Figure 4.. Associations of T cells with autoimmune diseases.
(a) UMAP visualization of T cells in TMS FACS. Cluster labels are based on annotated TMS cell types in the cluster. (b-c) Subpopulations of T cells associated with IBD and HT, respectively. Significantly associated cells (FDR<0.1) are denoted in red, with shades of red denoting scDRS disease scores; other cells are denoted in grey. Cluster boundaries indicate the corresponding T cell clusters from panel a. Clusters are annotated based on the putative identities of associated cells in the cluster, for the top 4 clusters (out of 11) with the strongest level of association (highest average disease score for associated cells in the cluster); number of disease-associated cells and number of all cells in the cluster are provided in parentheses. (d) Differences in individual cell-level associations between IBD and HT. Differentially associated cells (absolute scDRS disease score difference>2) are denoted in red and blue, with shades of colors denoting scDRS disease score differences; other cells are denoted in grey. Cluster boundaries indicate the corresponding T cell clusters from panel a. Clusters are annotated the same as in panels b,c; number of IBD-enriched cells, HT-enriched cells, and all cells in the cluster are provided in parentheses.
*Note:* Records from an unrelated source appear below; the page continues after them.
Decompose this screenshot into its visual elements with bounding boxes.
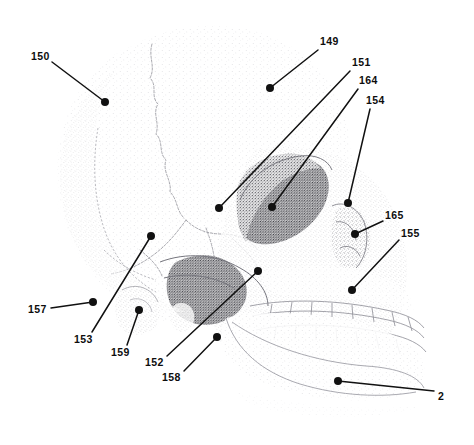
- skull-illustration: [0, 0, 474, 445]
- callout-label-159[interactable]: 159: [111, 347, 130, 358]
- callout-label-2[interactable]: 2: [438, 391, 444, 402]
- leader-dot[interactable]: [215, 204, 223, 212]
- leader-dot[interactable]: [101, 98, 109, 106]
- callout-label-154[interactable]: 154: [366, 95, 385, 106]
- nasal-aperture: [326, 198, 380, 278]
- leader-dot[interactable]: [89, 298, 97, 306]
- leader-dot[interactable]: [334, 377, 342, 385]
- leader-dot[interactable]: [147, 232, 155, 240]
- leader-dot[interactable]: [268, 203, 276, 211]
- leader-dot[interactable]: [135, 306, 143, 314]
- callout-label-153[interactable]: 153: [74, 334, 93, 345]
- callout-label-158[interactable]: 158: [162, 372, 181, 383]
- anatomical-figure: 150 149 151 164 154 165 155 2 157 153 15…: [0, 0, 474, 445]
- callout-label-150[interactable]: 150: [31, 51, 50, 62]
- callout-label-165[interactable]: 165: [385, 210, 404, 221]
- leader-dot[interactable]: [344, 199, 352, 207]
- leader-dot[interactable]: [254, 267, 262, 275]
- callout-label-152[interactable]: 152: [145, 357, 164, 368]
- leader-dot[interactable]: [266, 84, 274, 92]
- leader-dot[interactable]: [351, 230, 359, 238]
- leader-dot[interactable]: [348, 286, 356, 294]
- callout-label-164[interactable]: 164: [359, 75, 378, 86]
- callout-label-151[interactable]: 151: [352, 57, 371, 68]
- callout-label-155[interactable]: 155: [401, 228, 420, 239]
- callout-label-149[interactable]: 149: [320, 36, 339, 47]
- leader-dot[interactable]: [213, 333, 221, 341]
- callout-label-157[interactable]: 157: [28, 304, 47, 315]
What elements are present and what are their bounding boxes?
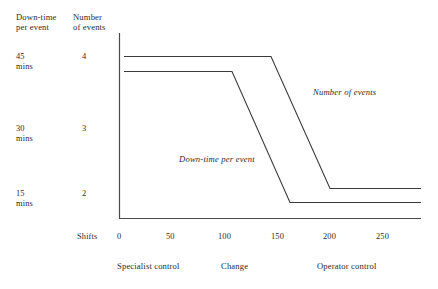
xtick-100: 100 [218,232,231,241]
series-line-number-of-events [124,57,421,189]
phase-label-specialist-control-text: Specialist control [117,261,180,271]
annotation-number-of-events-text: Number of events [313,87,376,97]
annotation-number-of-events: Number of events [313,88,376,98]
xtick-250-label: 250 [376,232,389,241]
xtick-0-label: 0 [117,232,121,241]
x-axis-caption-text: Shifts [77,232,97,241]
phase-label-change: Change [221,262,248,272]
x-axis-caption: Shifts [77,232,97,241]
xtick-100-label: 100 [218,232,231,241]
xtick-50-label: 50 [166,232,175,241]
annotation-downtime-per-event: Down-time per event [179,155,255,165]
phase-label-specialist-control: Specialist control [117,262,180,272]
xtick-50: 50 [166,232,175,241]
plot-area [0,0,438,289]
xtick-150-label: 150 [271,232,284,241]
phase-label-change-text: Change [221,261,248,271]
xtick-250: 250 [376,232,389,241]
xtick-150: 150 [271,232,284,241]
xtick-200: 200 [323,232,336,241]
xtick-0: 0 [117,232,121,241]
phase-label-operator-control: Operator control [317,262,376,272]
chart-figure: Down-time per event Number of events 45 … [0,0,438,289]
annotation-downtime-per-event-text: Down-time per event [179,154,255,164]
xtick-200-label: 200 [323,232,336,241]
series-line-downtime-per-event [124,72,421,203]
phase-label-operator-control-text: Operator control [317,261,376,271]
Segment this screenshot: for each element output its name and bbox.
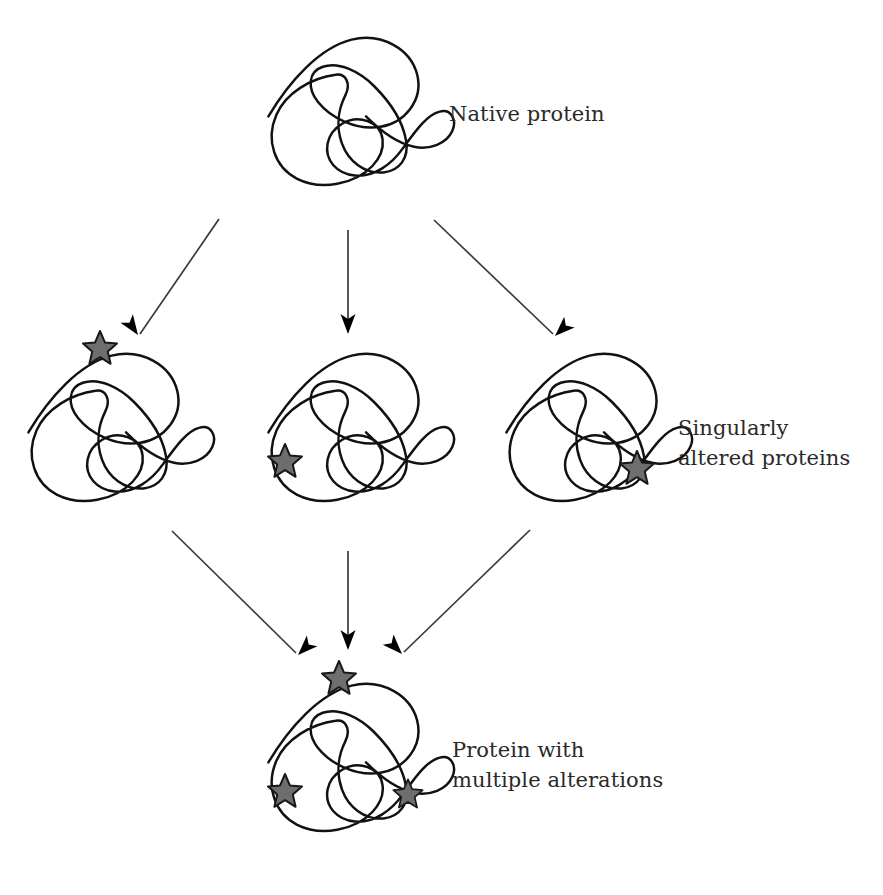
multiply-altered-protein: [268, 661, 454, 831]
altered-protein-center: [268, 354, 454, 501]
label-singular-line-1: Singularly: [678, 416, 788, 440]
arrow-native-to-center: [341, 230, 356, 334]
arrow-native-to-left: [120, 219, 219, 339]
protein-chain-icon: [506, 354, 692, 501]
alteration-star-icon: [393, 779, 422, 807]
protein-chain-icon: [28, 354, 214, 501]
label-native-protein: Native protein: [449, 100, 605, 130]
arrow-native-to-right: [434, 220, 575, 341]
label-singularly-altered-proteins: Singularlyaltered proteins: [678, 414, 850, 474]
label-singular-line-2: altered proteins: [678, 446, 850, 470]
label-multiple-line-2: multiple alterations: [452, 768, 663, 792]
arrowhead-icon: [293, 636, 318, 661]
protein-chain-icon: [268, 38, 454, 185]
arrowhead-icon: [120, 314, 144, 339]
altered-protein-right: [506, 354, 692, 501]
protein-alteration-diagram: Native protein Singularlyaltered protein…: [0, 0, 883, 895]
protein-chain-icon: [268, 354, 454, 501]
alteration-star-icon: [268, 444, 302, 477]
alteration-star-icon: [268, 774, 302, 807]
label-multiple-line-1: Protein with: [452, 738, 584, 762]
protein-chain-icon: [268, 684, 454, 831]
label-protein-multiple-alterations: Protein withmultiple alterations: [452, 736, 663, 796]
native-protein: [268, 38, 454, 185]
arrowhead-icon: [383, 634, 408, 659]
arrowhead-icon: [550, 317, 575, 342]
arrow-right-to-bottom: [383, 530, 530, 659]
arrow-left-to-bottom: [172, 531, 317, 660]
arrow-center-to-bottom: [341, 551, 356, 650]
altered-protein-left: [28, 331, 214, 501]
alteration-star-icon: [620, 451, 654, 484]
For panels b-d, results for the other 8 autoimmune diseases are reported in Supplementary Figures 13,18. (e) Association between scDRS disease score and CD4 effectorness gradient across CD4+ T cells for 5 representative autoimmune diseases and height, a negative control trait. X-axis denotes CD4 effectorness gradient quintile bins and y-axis denotes the average scDRS disease score in each bin for each disease. * denotes P<0.05 and ** denotes P<0.005 (one-sided MC test). Numerical results for all 10 autoimmune diseases are reported in Supplementary Table 20. (f) Excess overlap with gold standard gene sets. X-axis denotes excess overlap of genes prioritized by MAGMA and y-axis denotes excess overlap of genes prioritized by scDRS, for each of the 10 autoimmune diseases. Median ratio of (excess overlap − 1) for scDRS vs. MAGMA was 2.07. Numerical results are reported in Supplementary Table 22.
Figure 5.
Figure 5.. Associations of neurons with brain-related disease/traits and hepatocytes with metabolic traits.
(a) Subpopulations of CA1 pyramidal neurons associated with SCZ in the Zeisel & Muñoz-Manchado et al. data. Colors of cells denote scDRS disease scores (negative disease scores are denoted in grey). We include a visualization of putative dorsal-ventral and proximal-distal axes (see text). Results for all 7 brain-related diseases/traits and height are reported in Supplementary Figure 23b. (b) Association between scDRS disease score and proximal score across CA1 pyramidal neurons for 5 representative brain-related disease/traits and height, a negative control trait. The x-axis denotes proximal score quintile bins and the y-axis denotes average scDRS disease score in each bin for each disease. * denotes P<0.05 and ** denotes P<0.005 (one-sided MC test). Results for all 6 spatial scores and all 7 brain traits (and height) are reported in Extended Data Figure 8 and Supplementary Table 25. (c) Subpopulations of hepatocytes associated with TG in the TMS FACS data. Significantly associated cells (FDR<0.1) are denoted in red, with shades of red denoting scDRS disease scores; non-significant cells are denoted in grey. Cluster boundaries indicate the corresponding hepatocyte clusters. In the legend, numbers in parentheses denote the number of TG-associated cells vs. the total number of cells. Cluster labels are based on the putative identity of cells in the cluster. Results for the other 8 metabolic traits and height are reported in Supplementary Figure 25. (d) Association between scDRS disease score and polyploidy score for 4 representative metabolic traits and height, a negative control trait. The x-axis denotes polyploidy score quintile bins and the y-axis denotes average scDRS disease score in each bin for each disease. * denotes P<0.05 and ** denotes P<0.005 (one-sided MC test). Results for all 3 scores (polyploidy score, pericentral score, periportal score) and all 9 metabolic traits (and height) are reported in Extended Data Figure 9 and Supplementary Table 26.